» EXERCISE DIRECTIONS: Set down all of the entries below word for word, with the pictures left out.

++++++++

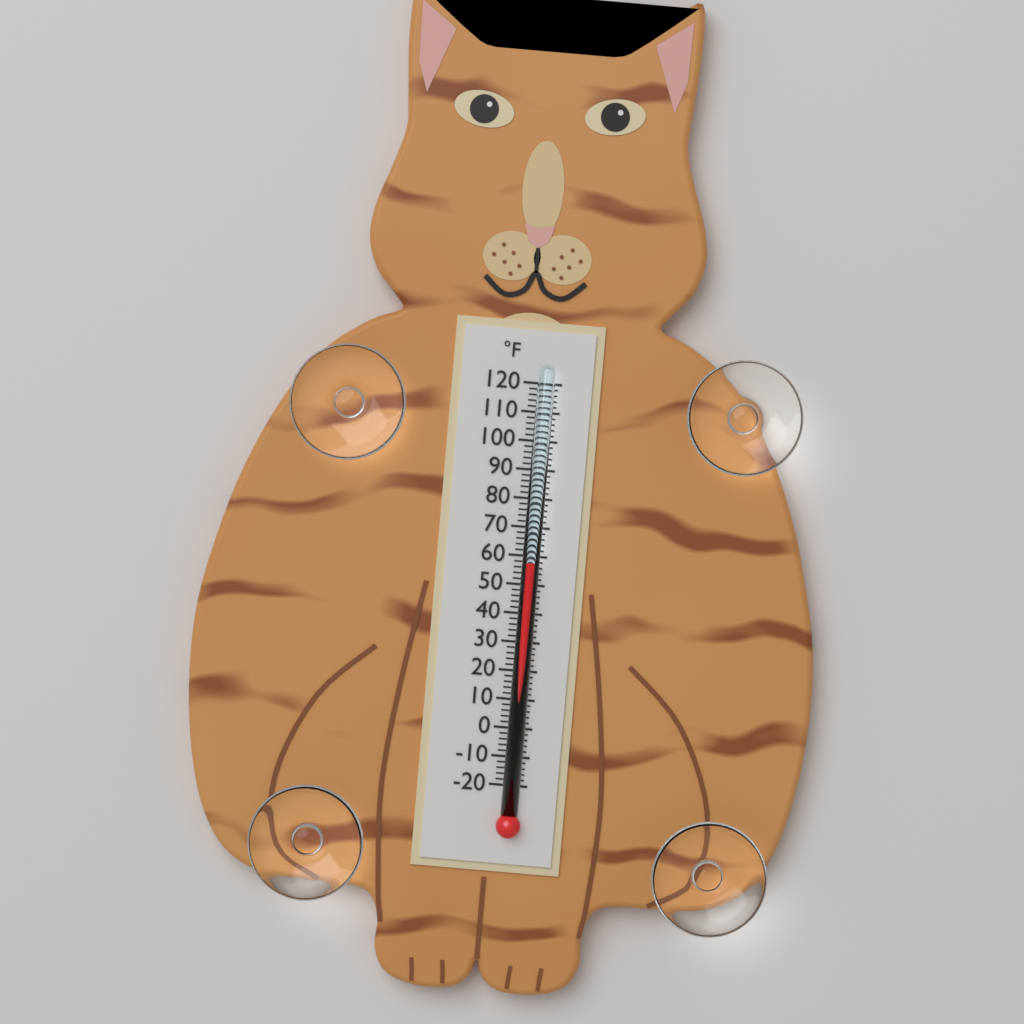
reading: 58 °F
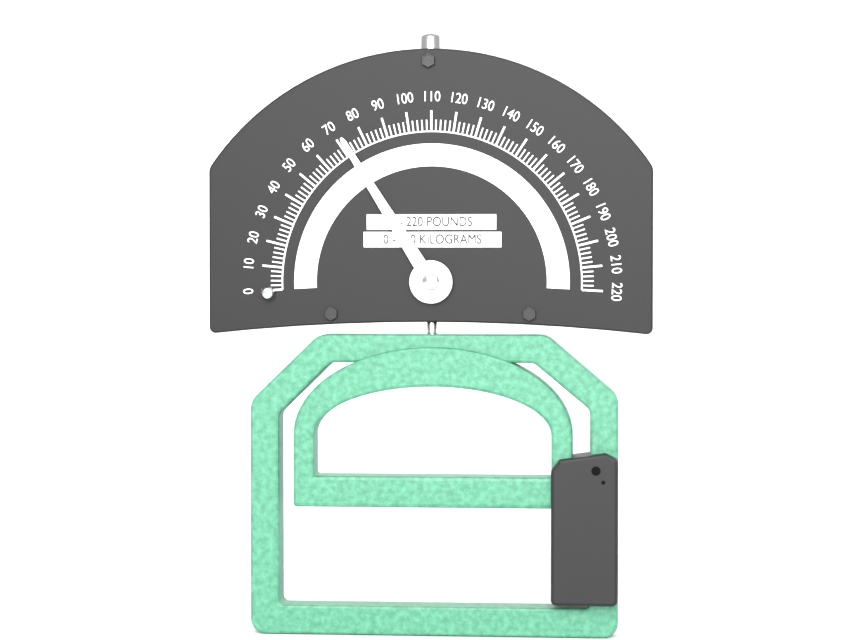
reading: 72 lb
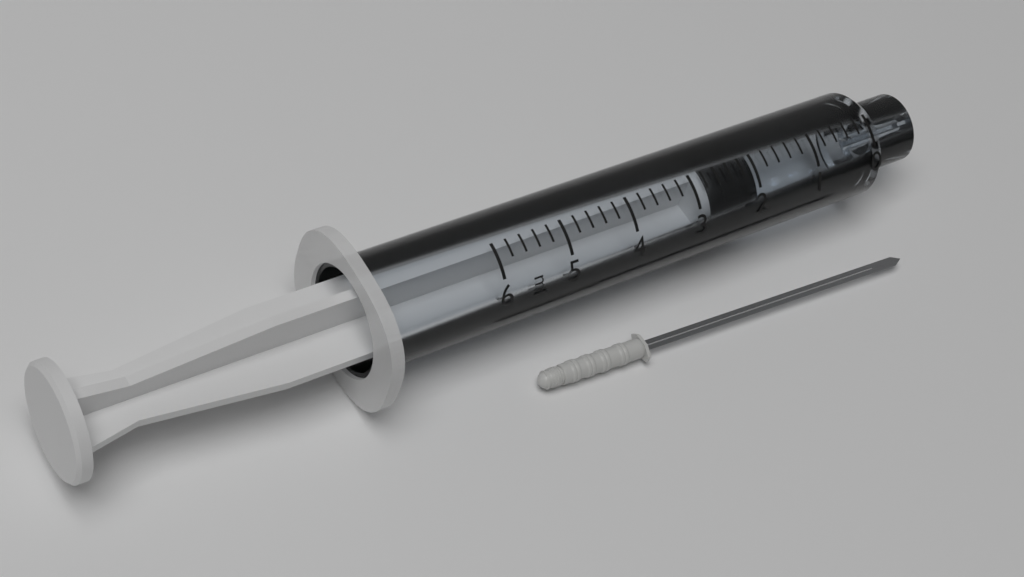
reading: 2.0 ml
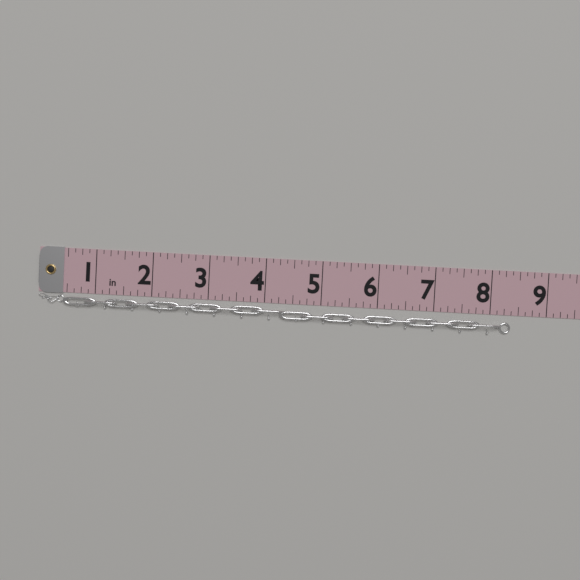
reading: 8.375 in
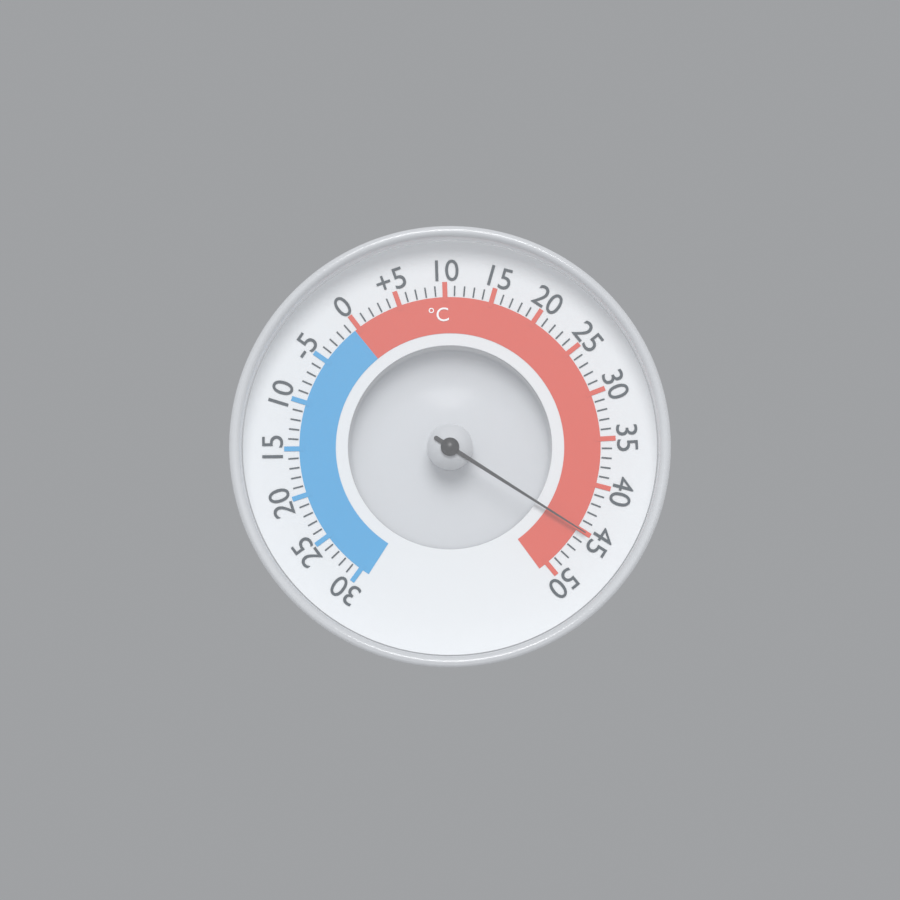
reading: 45 °C
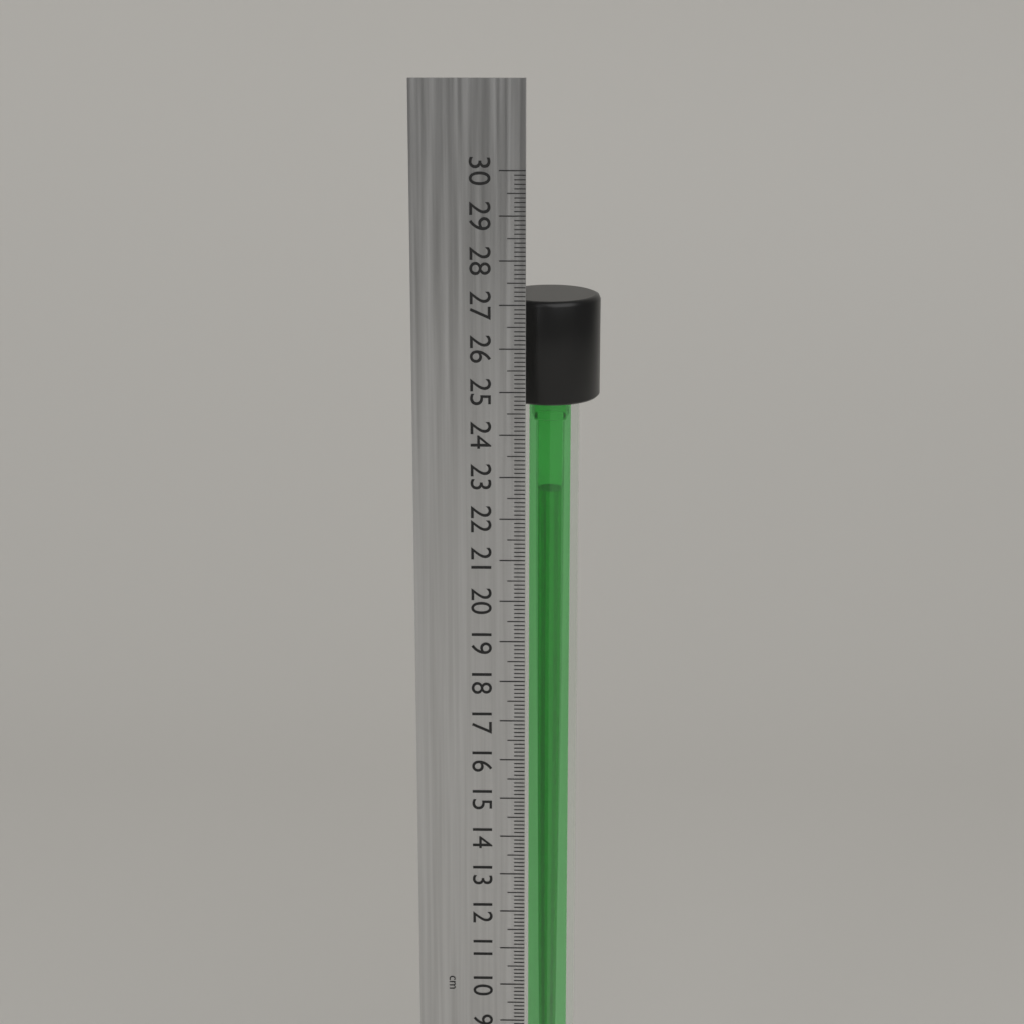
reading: 27.0 cm
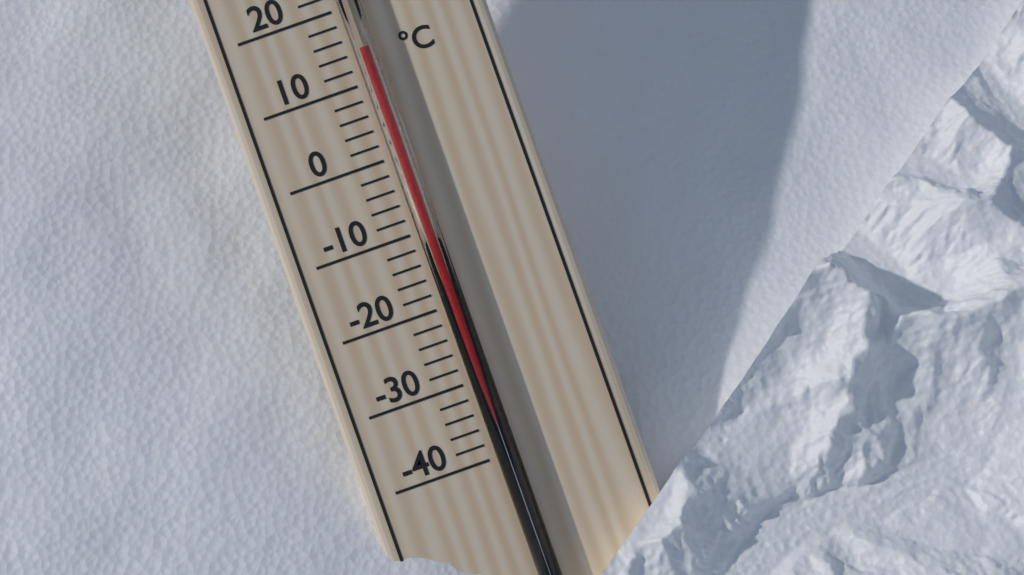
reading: 14 °C
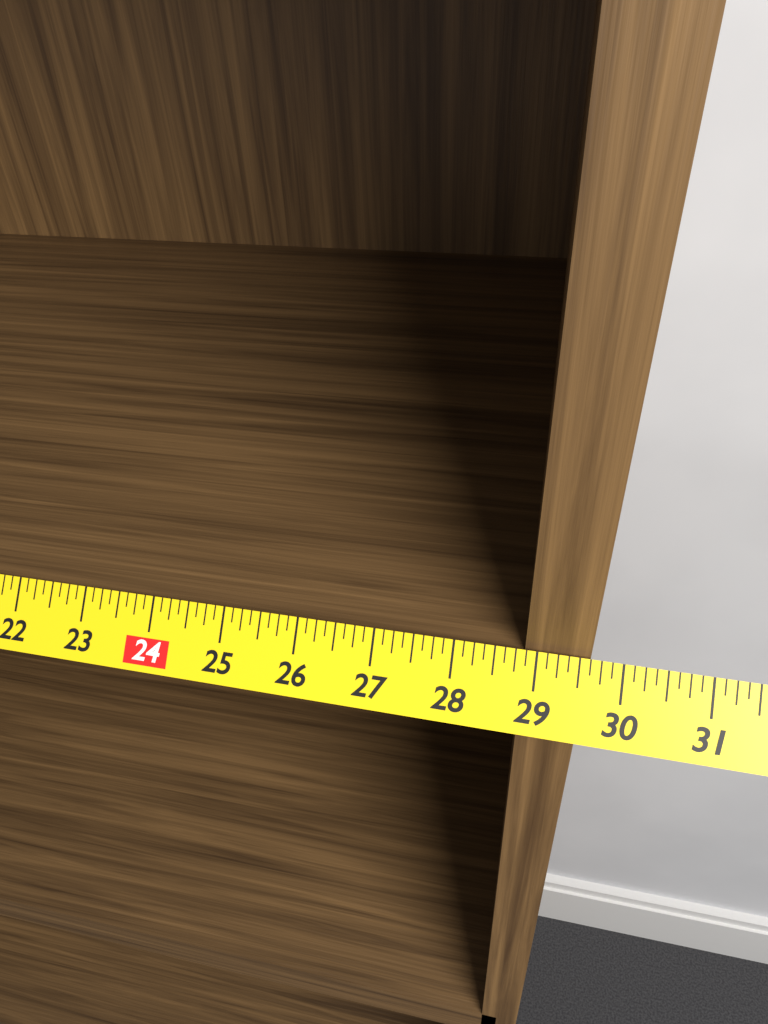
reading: 29.625 in
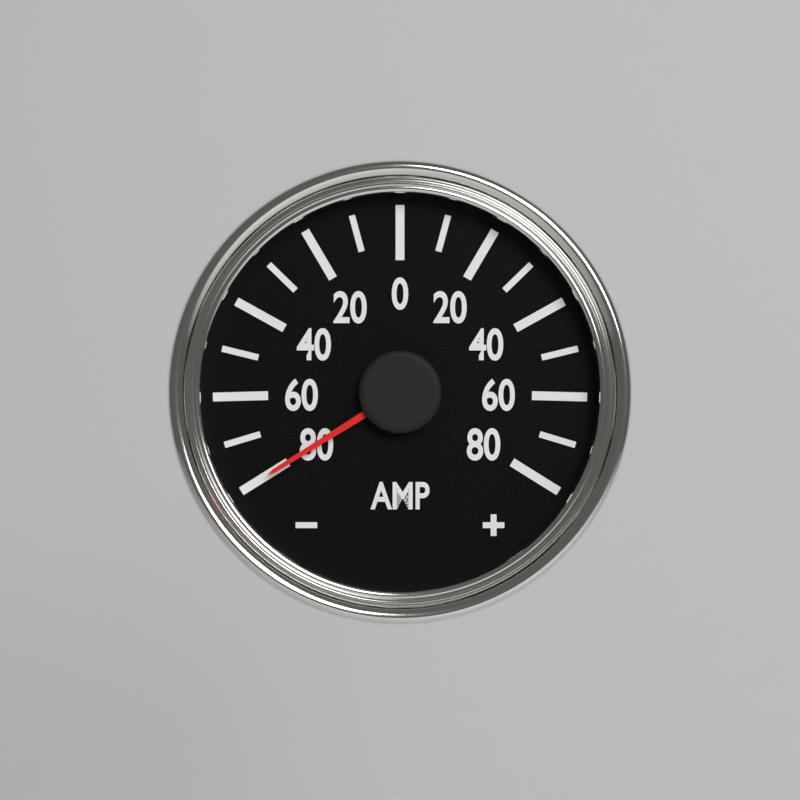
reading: -80 AMP
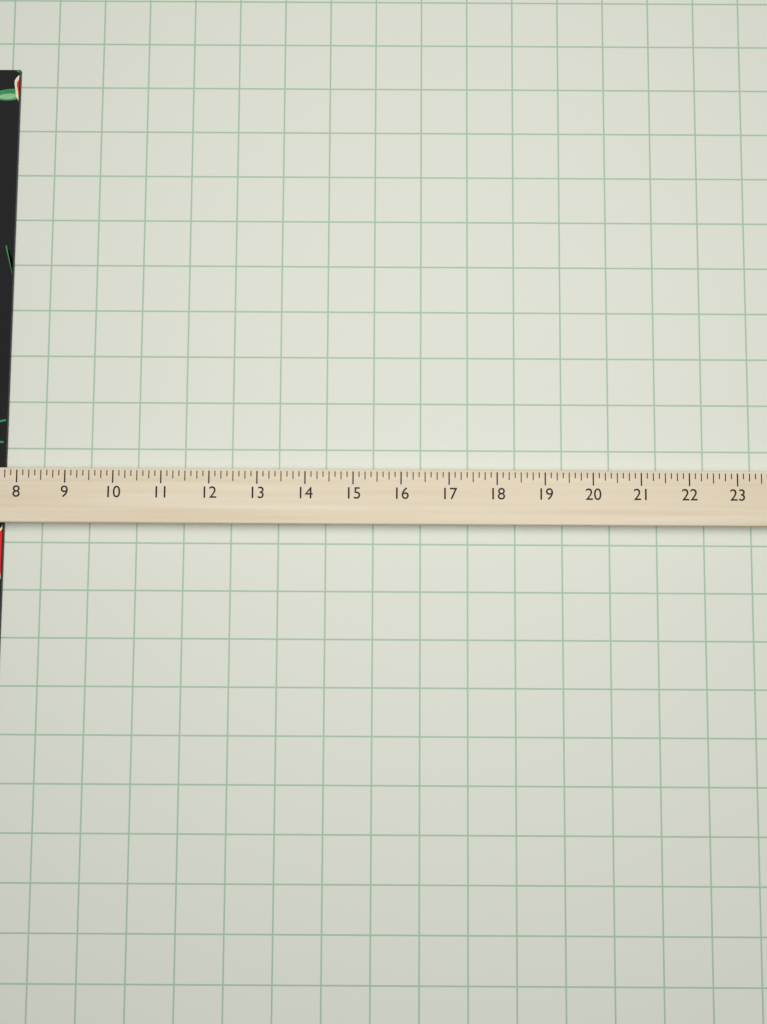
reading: 7.625 (no unit)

++++++++

» RESPONSE:
reading: 58 °F
reading: 72 lb
reading: 2.0 ml
reading: 8.375 in
reading: 45 °C
reading: 27.0 cm
reading: 14 °C
reading: 29.625 in
reading: -80 AMP
reading: 7.625 (no unit)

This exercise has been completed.